With this technique, Mr. Venkat Reddy (Phone: 986-688-3336) has been able to get a yield of 30-32 tonnes of grape per acre, while his counterparts in other gardens, who make use of pesticides, fertilisers and organic manure, get a yield between 20 and 25 tonnes.

“Going by the healthy plants in the garden and the grape fruits yet to be harvested, the yield could touch 40 tonnes per acre this year. It’s nothing short of a miracle,” exclaims G. Satyanarayana, Joint Secretary of ICAR’s Krishi Vignan Kendra, Gaddipalli, Nalgonda.

Dr. Satyanarayana, who has been visiting the farm, says the technique is a boon for the farming community as it is not an experiment done in a one-acre farm. There has been consistency in grape yield over the years.

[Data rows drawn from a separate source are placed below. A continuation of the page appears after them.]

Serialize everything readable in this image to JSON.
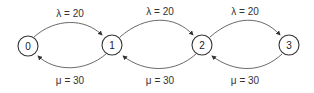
{
  "states": [
    {
      "id": "0",
      "label": "0"
    },
    {
      "id": "1",
      "label": "1"
    },
    {
      "id": "2",
      "label": "2"
    },
    {
      "id": "3",
      "label": "3"
    }
  ],
  "arrival_labels": [
    "λ = 20",
    "λ = 20",
    "λ = 20"
  ],
  "service_labels": [
    "μ = 30",
    "μ = 30",
    "μ = 30"
  ],
  "colors": {
    "stroke": "#333333",
    "text": "#333333",
    "background": "#ffffff"
  }
}
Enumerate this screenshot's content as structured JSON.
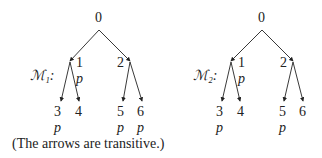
{
  "models": [
    {
      "label": "ℳ₁:",
      "nodes": {
        "root": "0",
        "n1": "1",
        "n2": "2",
        "l3": "3",
        "l4": "4",
        "l5": "5",
        "l6": "6"
      },
      "props": {
        "n1": "p",
        "l3": "p",
        "l5": "p",
        "l6": "p"
      }
    },
    {
      "label": "ℳ₂:",
      "nodes": {
        "root": "0",
        "n1": "1",
        "n2": "2",
        "l3": "3",
        "l4": "4",
        "l5": "5",
        "l6": "6"
      },
      "props": {
        "n1": "p",
        "l3": "p",
        "l5": "p"
      }
    }
  ],
  "caption": "(The arrows are transitive.)"
}
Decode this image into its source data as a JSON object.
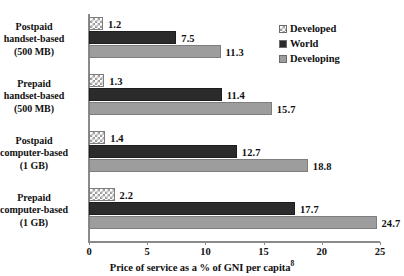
{
  "chart_data": {
    "type": "bar",
    "orientation": "horizontal",
    "title": "",
    "subtitle": "",
    "xlabel": "Price of service as a % of GNI per capita",
    "xlabel_footnote": "8",
    "ylabel": "",
    "xlim": [
      0,
      25
    ],
    "xticks": [
      0,
      5,
      10,
      15,
      20,
      25
    ],
    "xtick_labels": [
      "0",
      "5",
      "10",
      "15",
      "20",
      "25"
    ],
    "grid": false,
    "legend_position": "top-right",
    "categories": [
      "Postpaid\nhandset-based\n(500 MB)",
      "Prepaid\nhandset-based\n(500 MB)",
      "Postpaid\ncomputer-based\n(1 GB)",
      "Prepaid\ncomputer-based\n(1 GB)"
    ],
    "category_lines": [
      [
        "Postpaid",
        "handset-based",
        "(500 MB)"
      ],
      [
        "Prepaid",
        "handset-based",
        "(500 MB)"
      ],
      [
        "Postpaid",
        "computer-based",
        "(1 GB)"
      ],
      [
        "Prepaid",
        "computer-based",
        "(1 GB)"
      ]
    ],
    "series": [
      {
        "name": "Developed",
        "pattern": "checkered",
        "color": "#9a9a9a",
        "values": [
          1.2,
          1.3,
          1.4,
          2.2
        ],
        "value_labels": [
          "1.2",
          "1.3",
          "1.4",
          "2.2"
        ]
      },
      {
        "name": "World",
        "pattern": "solid",
        "color": "#2b2b2b",
        "values": [
          7.5,
          11.4,
          12.7,
          17.7
        ],
        "value_labels": [
          "7.5",
          "11.4",
          "12.7",
          "17.7"
        ]
      },
      {
        "name": "Developing",
        "pattern": "solid",
        "color": "#9d9d9d",
        "values": [
          11.3,
          15.7,
          18.8,
          24.7
        ],
        "value_labels": [
          "11.3",
          "15.7",
          "18.8",
          "24.7"
        ]
      }
    ]
  },
  "legend": {
    "items": [
      {
        "label": "Developed"
      },
      {
        "label": "World"
      },
      {
        "label": "Developing"
      }
    ]
  },
  "axis": {
    "x_title_text": "Price of service as a % of GNI per capita",
    "x_title_footnote": "8",
    "tick_labels": [
      "0",
      "5",
      "10",
      "15",
      "20",
      "25"
    ]
  }
}
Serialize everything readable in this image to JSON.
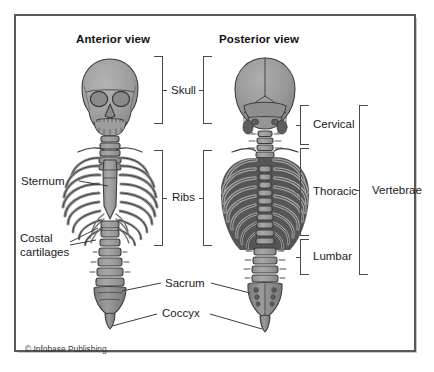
{
  "figure": {
    "credit": "© Infobase Publishing",
    "border_color": "#58585a",
    "bone_fill": "#9a9a9a",
    "bone_outline": "#3c3c3e",
    "background": "#ffffff"
  },
  "views": {
    "anterior_title": "Anterior view",
    "posterior_title": "Posterior view"
  },
  "brackets": [
    {
      "id": "skull-anterior",
      "label": "Skull",
      "side": "right-facing"
    },
    {
      "id": "skull-posterior",
      "label": "Skull",
      "side": "left-facing"
    },
    {
      "id": "ribs-anterior",
      "label": "Ribs",
      "side": "right-facing"
    },
    {
      "id": "ribs-posterior",
      "label": "Ribs",
      "side": "left-facing"
    },
    {
      "id": "cervical",
      "label": "Cervical",
      "side": "left-facing"
    },
    {
      "id": "thoracic",
      "label": "Thoracic",
      "side": "left-facing"
    },
    {
      "id": "lumbar",
      "label": "Lumbar",
      "side": "left-facing"
    },
    {
      "id": "vertebrae",
      "label": "Vertebrae",
      "side": "left-facing"
    }
  ],
  "bracket_labels": {
    "skull": "Skull",
    "ribs": "Ribs",
    "cervical": "Cervical",
    "thoracic": "Thoracic",
    "lumbar": "Lumbar",
    "vertebrae": "Vertebrae"
  },
  "callouts": {
    "sternum": "Sternum",
    "costal_line1": "Costal",
    "costal_line2": "cartilages",
    "costal_full": "Costal cartilages",
    "sacrum": "Sacrum",
    "coccyx": "Coccyx"
  }
}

Impressed by innovation and consistent high-yields at lowest cost, the centre is getting ready to do a systematic analysis of the SM technique by agricultural scientists under the Rashtriya Krishi Vignan Yojana (RKVY) Scheme, informs. B. Srinivas Rao, Principal Scientist at the Grape Research Station in Rajendranagar, Hyderabad.

Mr. Venkat Reddy claims to have tried out the technique in growing paddy and wheat too, yielding good results in the process. Encouraged by the consistency, he has also applied for a national patent for the technique. The claim has been published by the Indian Patent Office in June 2012.